The Kirin/Qilin, but like, with a Petshop of Horrors kind of edge to it (iykyk). The Qilin is a divine beast – a chimera of a deer and dragon. It often heralds the rise of a benevolent leader, and is considered so gentle in its disposition, even grass doesn't bend beneath its hooves.Stage 1: Very little will be visibly different beyond Xichen's eyes taking an ungulate quality to them. Stage 2: Scales in shades ranging from silvery white to deep blue will appear on his body. His ears will will be pointed. Stage 3: The beginnings of a backwards antler will begin sprouting from his head and his legs will develope hooves. A tail might also be involved. Stage 4: Xichen is a Qilin. He will be flighty and difficult to capture but not particularly dangerous unless you ask a boon of him.
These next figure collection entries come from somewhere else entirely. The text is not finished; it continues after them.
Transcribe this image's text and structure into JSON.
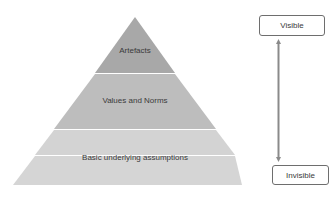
{
  "diagram": {
    "layers": [
      {
        "label": "Artefacts",
        "color": "#a8a8a8"
      },
      {
        "label": "Values and Norms",
        "color": "#bdbdbd"
      },
      {
        "label": "Basic underlying assumptions",
        "color": "#d3d3d3"
      }
    ],
    "scale": {
      "top_label": "Visible",
      "bottom_label": "Invisible",
      "arrow": "double-headed vertical arrow"
    }
  }
}
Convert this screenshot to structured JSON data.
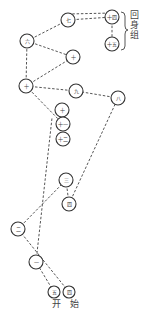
{
  "diagram": {
    "group_label": "回身组",
    "start_label": "开 始",
    "nodes": [
      {
        "id": "A",
        "label": "七",
        "x": 68,
        "y": 20
      },
      {
        "id": "B",
        "label": "十四",
        "x": 112,
        "y": 17
      },
      {
        "id": "C",
        "label": "十五",
        "x": 112,
        "y": 44
      },
      {
        "id": "D",
        "label": "六",
        "x": 27,
        "y": 41
      },
      {
        "id": "E",
        "label": "十",
        "x": 73,
        "y": 57
      },
      {
        "id": "F",
        "label": "十",
        "x": 26,
        "y": 86
      },
      {
        "id": "G",
        "label": "九",
        "x": 76,
        "y": 91
      },
      {
        "id": "H",
        "label": "八",
        "x": 118,
        "y": 98
      },
      {
        "id": "I",
        "label": "十",
        "x": 62,
        "y": 110
      },
      {
        "id": "J",
        "label": "十一",
        "x": 63,
        "y": 124
      },
      {
        "id": "K",
        "label": "十二",
        "x": 63,
        "y": 139
      },
      {
        "id": "L",
        "label": "三",
        "x": 66,
        "y": 180
      },
      {
        "id": "M",
        "label": "四",
        "x": 69,
        "y": 204
      },
      {
        "id": "N",
        "label": "二",
        "x": 18,
        "y": 229
      },
      {
        "id": "O",
        "label": "一",
        "x": 36,
        "y": 262
      },
      {
        "id": "P",
        "label": "五",
        "x": 54,
        "y": 292
      },
      {
        "id": "Q",
        "label": "四",
        "x": 69,
        "y": 292
      }
    ],
    "edges": [
      [
        "P",
        "O"
      ],
      [
        "Q",
        "N"
      ],
      [
        "O",
        "J"
      ],
      [
        "N",
        "L"
      ],
      [
        "L",
        "M"
      ],
      [
        "M",
        "H"
      ],
      [
        "H",
        "G"
      ],
      [
        "G",
        "F"
      ],
      [
        "F",
        "J"
      ],
      [
        "F",
        "D"
      ],
      [
        "F",
        "E"
      ],
      [
        "D",
        "A"
      ],
      [
        "D",
        "E"
      ],
      [
        "A",
        "B"
      ],
      [
        "A",
        "B2"
      ],
      [
        "B",
        "C"
      ]
    ]
  }
}
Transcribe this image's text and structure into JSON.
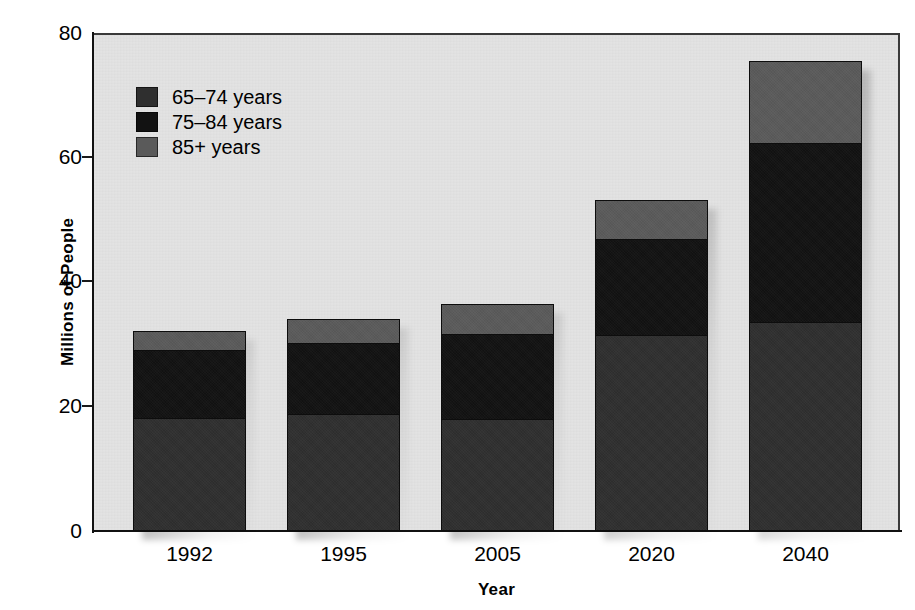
{
  "chart_data": {
    "type": "bar",
    "subtype": "stacked-bar",
    "title": "",
    "xlabel": "Year",
    "ylabel": "Millions of People",
    "categories": [
      "1992",
      "1995",
      "2005",
      "2020",
      "2040"
    ],
    "ytick_labels": [
      "0",
      "20",
      "40",
      "60",
      "80"
    ],
    "ytick_values": [
      0,
      20,
      40,
      60,
      80
    ],
    "ylim": [
      0,
      80
    ],
    "grid": false,
    "legend_position": "upper-left-inside",
    "series": [
      {
        "name": "65–74 years",
        "color": "#2f2f2f",
        "values": [
          18.2,
          18.8,
          18.0,
          31.5,
          33.6
        ]
      },
      {
        "name": "75–84 years",
        "color": "#121212",
        "values": [
          11.0,
          11.6,
          13.8,
          15.6,
          28.9
        ]
      },
      {
        "name": "85+ years",
        "color": "#5a5a5a",
        "values": [
          3.0,
          3.6,
          4.7,
          6.1,
          13.0
        ]
      }
    ],
    "totals": [
      32.2,
      34.0,
      36.5,
      53.2,
      75.5
    ]
  },
  "legend": {
    "items": [
      {
        "label": "65–74 years",
        "color": "#2f2f2f"
      },
      {
        "label": "75–84 years",
        "color": "#121212"
      },
      {
        "label": "85+ years",
        "color": "#5a5a5a"
      }
    ]
  },
  "axes": {
    "y_title": "Millions of People",
    "x_title": "Year"
  },
  "colors": {
    "plot_background": "#e3e3e3",
    "page_background": "#ffffff",
    "axis": "#111111",
    "series_65_74": "#2f2f2f",
    "series_75_84": "#121212",
    "series_85_plus": "#5a5a5a"
  }
}
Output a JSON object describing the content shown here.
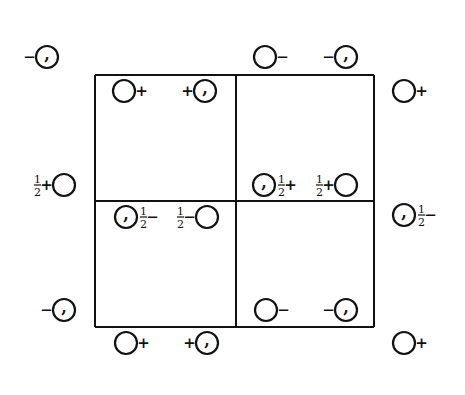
{
  "figure": {
    "type": "space-group symmetry diagram (unit cell, general positions)",
    "grid": {
      "x_lines": [
        95,
        236,
        374
      ],
      "y_lines": [
        75,
        201,
        327
      ],
      "stroke": "#111111"
    },
    "symbols": [
      {
        "id": "p1",
        "x": 47,
        "y": 57,
        "comma": true,
        "pre": "−",
        "post": ""
      },
      {
        "id": "p2",
        "x": 265,
        "y": 57,
        "comma": false,
        "pre": "",
        "post": "−"
      },
      {
        "id": "p3",
        "x": 346,
        "y": 57,
        "comma": true,
        "pre": "−",
        "post": ""
      },
      {
        "id": "p4",
        "x": 124,
        "y": 91,
        "comma": false,
        "pre": "",
        "post": "+"
      },
      {
        "id": "p5",
        "x": 205,
        "y": 91,
        "comma": true,
        "pre": "+",
        "post": ""
      },
      {
        "id": "p6",
        "x": 404,
        "y": 91,
        "comma": false,
        "pre": "",
        "post": "+"
      },
      {
        "id": "p7",
        "x": 64,
        "y": 185,
        "comma": false,
        "pre": "½+",
        "post": ""
      },
      {
        "id": "p8",
        "x": 264,
        "y": 185,
        "comma": true,
        "pre": "",
        "post": "½+"
      },
      {
        "id": "p9",
        "x": 346,
        "y": 185,
        "comma": false,
        "pre": "½+",
        "post": ""
      },
      {
        "id": "p10",
        "x": 126,
        "y": 217,
        "comma": true,
        "pre": "",
        "post": "½−"
      },
      {
        "id": "p11",
        "x": 207,
        "y": 217,
        "comma": false,
        "pre": "½−",
        "post": ""
      },
      {
        "id": "p12",
        "x": 404,
        "y": 215,
        "comma": true,
        "pre": "",
        "post": "½−"
      },
      {
        "id": "p13",
        "x": 64,
        "y": 310,
        "comma": true,
        "pre": "−",
        "post": ""
      },
      {
        "id": "p14",
        "x": 266,
        "y": 310,
        "comma": false,
        "pre": "",
        "post": "−"
      },
      {
        "id": "p15",
        "x": 346,
        "y": 310,
        "comma": true,
        "pre": "−",
        "post": ""
      },
      {
        "id": "p16",
        "x": 126,
        "y": 343,
        "comma": false,
        "pre": "",
        "post": "+"
      },
      {
        "id": "p17",
        "x": 207,
        "y": 343,
        "comma": true,
        "pre": "+",
        "post": ""
      },
      {
        "id": "p18",
        "x": 404,
        "y": 343,
        "comma": false,
        "pre": "",
        "post": "+"
      }
    ]
  }
}
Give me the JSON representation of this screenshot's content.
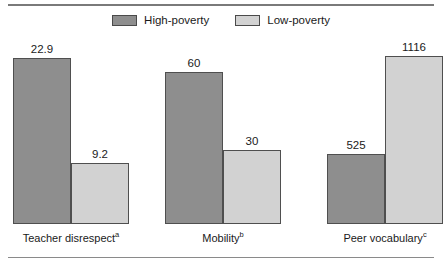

Light of Foot | As a Qilin, he'll be quick, light of foot, able to leap so far he almost seems to fly short distances.
Horny Healing | His horn will possess healing properties and if taken from him, will render him helpless.
Bad Boons | As a Qilin, Xichen can grant a singular boon. This, however, is not a good thing, as whatever the person wishes for will twist horrifically. A bit like the monkey's paw. I encourage players who want this to consider first what their character wants most and how it can go horrifically wrong.
Not particularly aggressive, but prone to bolt at any time. If cornered, he will defend himself. He'll stick to wooded areas around sources of water such as ponds, rivers and streams, as he is semi-aquatic and likes to graze on water flora.
Stage 1: Very little will be visibly different beyond Xichen's eyes taking an ungulate quality to them.
Stage 2: Scales in shades ranging from silvery white to deep blue will appear on his body. His ears will will be pointed.
Stage 3: The beginnings of a backwards antler will begin sprouting from his head and his legs will develope hooves. A tail might also be involved.
Stage 4: Xichen is a Qilin. He will be flighty and difficult to capture but not particularly dangerous unless you ask a boon of him.